Online Server Monitor

Security model

Security Model of Online Server Monitor

Online Server Monitor is designed for practical server actions without sending SSH passwords or opening inbound SSH sessions from the backend.

Overview

Security model overview

The service uses a local agent model. Telegram is the control interface, the backend queues signed actions, and the agent on your Linux server reports metrics and executes only allowlisted maintenance tasks.

Backend

What the backend does

The backend stores server records, pairing tokens, recent metrics, thresholds and queued commands. It sends Telegram messages and accepts HTTPS requests from paired agents.

Agent

What the local agent does

The agent reads local Linux health information, sends heartbeat and metrics over HTTPS, checks detected systemd services, and polls for signed command requests.

Collected data

What data is collected

Never collected

What is never collected

SSH

Why SSH passwords are not needed

The backend does not open SSH sessions to monitored servers. The installed agent connects outward over HTTPS, which keeps monitoring separate from password-based remote administration.

Pairing

Pairing token lifecycle

A pairing token is created in Telegram with /add_server, expires quickly, and is used only to register an agent. If the token expires, generate a new one.

Commands

Command signing and confirmation

Maintenance actions are queued by the backend, scoped to one server, short-lived, and handled by the local agent. Reboot requests require confirmation before they are queued.

Allowlist

Allowlisted maintenance actions

Logs

Log cleanup safety

Log cleanup is not a free-form shell box. It should use controlled journal and log rotation actions so Telegram users cannot submit arbitrary commands.

Threat model

What this design protects against

The main goal is to avoid turning a Telegram bot into an SSH password vault or a public command runner. The backend should not need reusable server login credentials, and the Telegram user should not be able to type arbitrary shell commands through chat.

Chat safety

Private chats, groups and operational access

A Telegram group can be useful for shared visibility, but every person in that group may see status cards and action buttons. Add the bot only to groups where participants are trusted to see server names, service states and maintenance prompts.

Secrets

How to treat agent secrets

The local agent secret is server-side authentication material. Treat it like an API credential: do not paste it into support chats, screenshots, public tickets or documentation. If you suspect it leaked, reinstall the agent with a fresh pairing token and remove the old server record.

Command scope

Why allowlisted commands matter

A restart button should restart a known service, not execute an arbitrary string. A log cleanup button should run a predictable cleanup action, not accept user-provided paths. This keeps Telegram actions narrow enough to review and explain.

Incident response

If a server or Telegram chat is compromised

If a monitored server is compromised, stop the local agent, remove or rotate its local secret, and inspect queued commands. If a Telegram chat is compromised, remove the bot from that chat, revoke the related server records, and pair the server again from a safe chat.

Audit checklist

Security checklist for production use

Removal

How to remove a server

Remove the server from service storage and stop the local agent on the monitored server. If a server is compromised, revoke or rotate the local agent secret by reinstalling with a fresh pairing token.

FAQ

Security FAQ

Start monitoring

Connect a Linux server from Telegram.

Open the bot, request a one-time pairing command, run it on the server and receive the first status report in Telegram.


> _Aim of the exercise_
Give again, word for word, every line below from the one that has "The image size is (705, 335)." through the one that has "What do you see at coordinates (490, 460)", both included, and no others.

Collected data

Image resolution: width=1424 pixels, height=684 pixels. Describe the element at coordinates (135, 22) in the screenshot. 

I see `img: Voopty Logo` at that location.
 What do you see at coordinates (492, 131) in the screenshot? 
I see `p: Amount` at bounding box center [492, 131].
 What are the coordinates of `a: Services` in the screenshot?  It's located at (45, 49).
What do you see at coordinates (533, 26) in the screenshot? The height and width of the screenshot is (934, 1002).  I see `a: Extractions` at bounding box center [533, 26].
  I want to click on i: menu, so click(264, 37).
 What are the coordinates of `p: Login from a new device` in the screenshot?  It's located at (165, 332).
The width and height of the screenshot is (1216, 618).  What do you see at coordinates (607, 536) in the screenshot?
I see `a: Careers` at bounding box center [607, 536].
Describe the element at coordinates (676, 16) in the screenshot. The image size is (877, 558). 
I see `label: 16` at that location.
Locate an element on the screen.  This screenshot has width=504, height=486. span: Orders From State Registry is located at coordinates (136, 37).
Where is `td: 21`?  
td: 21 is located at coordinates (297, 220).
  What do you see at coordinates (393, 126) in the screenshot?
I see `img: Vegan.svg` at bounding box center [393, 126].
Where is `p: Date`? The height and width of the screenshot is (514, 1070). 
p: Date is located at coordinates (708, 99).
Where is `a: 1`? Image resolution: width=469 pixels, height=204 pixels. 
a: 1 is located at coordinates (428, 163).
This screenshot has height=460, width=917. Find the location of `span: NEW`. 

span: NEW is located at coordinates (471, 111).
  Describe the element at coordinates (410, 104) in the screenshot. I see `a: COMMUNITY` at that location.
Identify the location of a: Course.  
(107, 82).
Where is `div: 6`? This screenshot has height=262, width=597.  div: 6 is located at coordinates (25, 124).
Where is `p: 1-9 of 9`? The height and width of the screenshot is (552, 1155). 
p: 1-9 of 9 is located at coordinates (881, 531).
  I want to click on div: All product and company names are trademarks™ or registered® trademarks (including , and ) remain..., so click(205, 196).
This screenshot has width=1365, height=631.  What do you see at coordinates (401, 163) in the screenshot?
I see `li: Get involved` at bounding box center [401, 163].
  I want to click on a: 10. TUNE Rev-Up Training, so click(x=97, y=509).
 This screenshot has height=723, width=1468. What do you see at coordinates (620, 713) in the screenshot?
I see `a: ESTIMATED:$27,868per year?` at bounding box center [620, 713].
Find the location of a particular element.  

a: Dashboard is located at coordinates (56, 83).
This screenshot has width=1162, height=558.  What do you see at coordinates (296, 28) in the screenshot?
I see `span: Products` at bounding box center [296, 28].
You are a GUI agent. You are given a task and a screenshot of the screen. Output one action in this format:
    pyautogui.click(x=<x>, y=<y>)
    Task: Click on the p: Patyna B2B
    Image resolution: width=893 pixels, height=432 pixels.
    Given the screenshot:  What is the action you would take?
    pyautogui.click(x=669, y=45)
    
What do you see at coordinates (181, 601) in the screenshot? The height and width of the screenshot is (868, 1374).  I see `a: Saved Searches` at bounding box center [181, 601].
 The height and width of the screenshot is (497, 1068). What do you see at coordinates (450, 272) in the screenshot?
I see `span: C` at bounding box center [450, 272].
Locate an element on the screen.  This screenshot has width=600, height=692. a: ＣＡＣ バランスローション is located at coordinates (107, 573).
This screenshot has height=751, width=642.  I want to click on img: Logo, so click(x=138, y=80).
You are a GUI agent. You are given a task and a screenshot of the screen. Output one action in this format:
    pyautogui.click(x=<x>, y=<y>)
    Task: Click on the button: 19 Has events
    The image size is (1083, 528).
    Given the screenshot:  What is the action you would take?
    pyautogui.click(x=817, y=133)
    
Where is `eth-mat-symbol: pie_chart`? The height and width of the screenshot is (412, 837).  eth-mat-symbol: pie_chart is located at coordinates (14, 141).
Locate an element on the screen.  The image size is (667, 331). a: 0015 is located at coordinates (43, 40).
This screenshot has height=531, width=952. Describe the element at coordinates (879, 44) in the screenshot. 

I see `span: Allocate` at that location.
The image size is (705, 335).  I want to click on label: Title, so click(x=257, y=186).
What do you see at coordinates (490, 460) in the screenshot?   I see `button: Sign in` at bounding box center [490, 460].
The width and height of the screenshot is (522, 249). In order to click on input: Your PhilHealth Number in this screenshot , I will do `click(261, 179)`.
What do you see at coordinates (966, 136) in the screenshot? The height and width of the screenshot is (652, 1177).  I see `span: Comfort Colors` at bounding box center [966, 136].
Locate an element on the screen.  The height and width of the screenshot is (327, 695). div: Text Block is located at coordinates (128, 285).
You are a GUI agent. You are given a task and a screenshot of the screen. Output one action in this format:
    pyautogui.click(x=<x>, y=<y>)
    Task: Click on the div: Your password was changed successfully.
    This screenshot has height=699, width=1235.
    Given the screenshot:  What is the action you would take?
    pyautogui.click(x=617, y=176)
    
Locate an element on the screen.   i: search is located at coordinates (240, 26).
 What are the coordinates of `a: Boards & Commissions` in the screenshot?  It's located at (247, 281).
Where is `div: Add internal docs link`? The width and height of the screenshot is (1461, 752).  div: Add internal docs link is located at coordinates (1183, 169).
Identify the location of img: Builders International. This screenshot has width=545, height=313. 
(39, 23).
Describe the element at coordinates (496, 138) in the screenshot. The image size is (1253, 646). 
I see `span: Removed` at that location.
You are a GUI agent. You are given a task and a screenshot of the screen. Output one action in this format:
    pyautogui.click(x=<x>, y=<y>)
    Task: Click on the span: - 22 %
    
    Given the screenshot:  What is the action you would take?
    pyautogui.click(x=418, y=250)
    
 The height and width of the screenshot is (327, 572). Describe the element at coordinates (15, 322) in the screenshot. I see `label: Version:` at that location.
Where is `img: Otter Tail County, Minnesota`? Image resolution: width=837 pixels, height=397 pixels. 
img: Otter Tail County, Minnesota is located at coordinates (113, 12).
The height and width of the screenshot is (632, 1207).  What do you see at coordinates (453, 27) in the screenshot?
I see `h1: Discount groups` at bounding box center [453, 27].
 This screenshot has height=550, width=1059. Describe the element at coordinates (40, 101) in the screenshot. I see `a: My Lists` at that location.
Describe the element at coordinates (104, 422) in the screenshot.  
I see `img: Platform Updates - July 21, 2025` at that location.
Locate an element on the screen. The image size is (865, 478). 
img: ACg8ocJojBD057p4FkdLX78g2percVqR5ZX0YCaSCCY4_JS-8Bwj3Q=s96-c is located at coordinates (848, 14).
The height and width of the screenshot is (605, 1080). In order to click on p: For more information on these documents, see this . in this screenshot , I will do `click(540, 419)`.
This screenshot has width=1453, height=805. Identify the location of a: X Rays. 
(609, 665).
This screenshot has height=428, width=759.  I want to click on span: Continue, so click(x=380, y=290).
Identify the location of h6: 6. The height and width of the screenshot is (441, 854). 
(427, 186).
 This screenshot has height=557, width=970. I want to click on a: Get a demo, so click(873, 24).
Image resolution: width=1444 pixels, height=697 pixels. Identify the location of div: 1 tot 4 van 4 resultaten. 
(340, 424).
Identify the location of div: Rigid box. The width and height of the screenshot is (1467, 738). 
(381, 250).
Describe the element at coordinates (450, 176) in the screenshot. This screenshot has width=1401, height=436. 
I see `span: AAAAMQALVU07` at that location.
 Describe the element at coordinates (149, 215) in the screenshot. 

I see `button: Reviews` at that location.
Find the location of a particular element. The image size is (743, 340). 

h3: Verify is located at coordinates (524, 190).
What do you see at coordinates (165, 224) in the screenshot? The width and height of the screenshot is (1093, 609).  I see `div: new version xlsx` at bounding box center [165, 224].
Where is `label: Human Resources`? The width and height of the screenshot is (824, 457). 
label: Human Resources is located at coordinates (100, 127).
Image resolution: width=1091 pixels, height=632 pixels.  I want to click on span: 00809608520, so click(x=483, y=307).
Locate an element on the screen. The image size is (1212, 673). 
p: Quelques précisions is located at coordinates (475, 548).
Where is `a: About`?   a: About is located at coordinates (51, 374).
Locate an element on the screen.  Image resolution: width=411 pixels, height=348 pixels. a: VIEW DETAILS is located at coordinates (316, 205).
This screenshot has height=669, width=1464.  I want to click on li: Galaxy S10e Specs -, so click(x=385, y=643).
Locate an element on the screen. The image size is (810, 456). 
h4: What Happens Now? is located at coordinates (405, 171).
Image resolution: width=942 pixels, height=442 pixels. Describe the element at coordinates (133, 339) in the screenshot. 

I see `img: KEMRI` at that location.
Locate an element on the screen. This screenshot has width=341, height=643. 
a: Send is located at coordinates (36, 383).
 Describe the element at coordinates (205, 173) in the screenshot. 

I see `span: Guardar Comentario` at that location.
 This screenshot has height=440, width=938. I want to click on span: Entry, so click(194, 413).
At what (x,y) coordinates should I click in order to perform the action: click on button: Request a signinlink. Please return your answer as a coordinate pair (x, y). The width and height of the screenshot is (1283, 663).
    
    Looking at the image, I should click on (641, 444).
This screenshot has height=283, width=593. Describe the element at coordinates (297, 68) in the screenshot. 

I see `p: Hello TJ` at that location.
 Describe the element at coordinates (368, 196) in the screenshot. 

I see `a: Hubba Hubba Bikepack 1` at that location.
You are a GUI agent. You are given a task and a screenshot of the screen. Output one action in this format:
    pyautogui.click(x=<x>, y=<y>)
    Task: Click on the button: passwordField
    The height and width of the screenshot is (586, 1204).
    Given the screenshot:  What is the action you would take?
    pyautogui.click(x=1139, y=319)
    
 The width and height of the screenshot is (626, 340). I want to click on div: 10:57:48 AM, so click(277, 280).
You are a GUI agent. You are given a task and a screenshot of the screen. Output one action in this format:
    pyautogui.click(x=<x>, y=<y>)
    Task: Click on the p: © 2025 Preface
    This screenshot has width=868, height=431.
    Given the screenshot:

> _Response to the task_
The image size is (705, 335).  I want to click on label: Title, so click(x=257, y=186).
What do you see at coordinates (490, 460) in the screenshot?   I see `button: Sign in` at bounding box center [490, 460].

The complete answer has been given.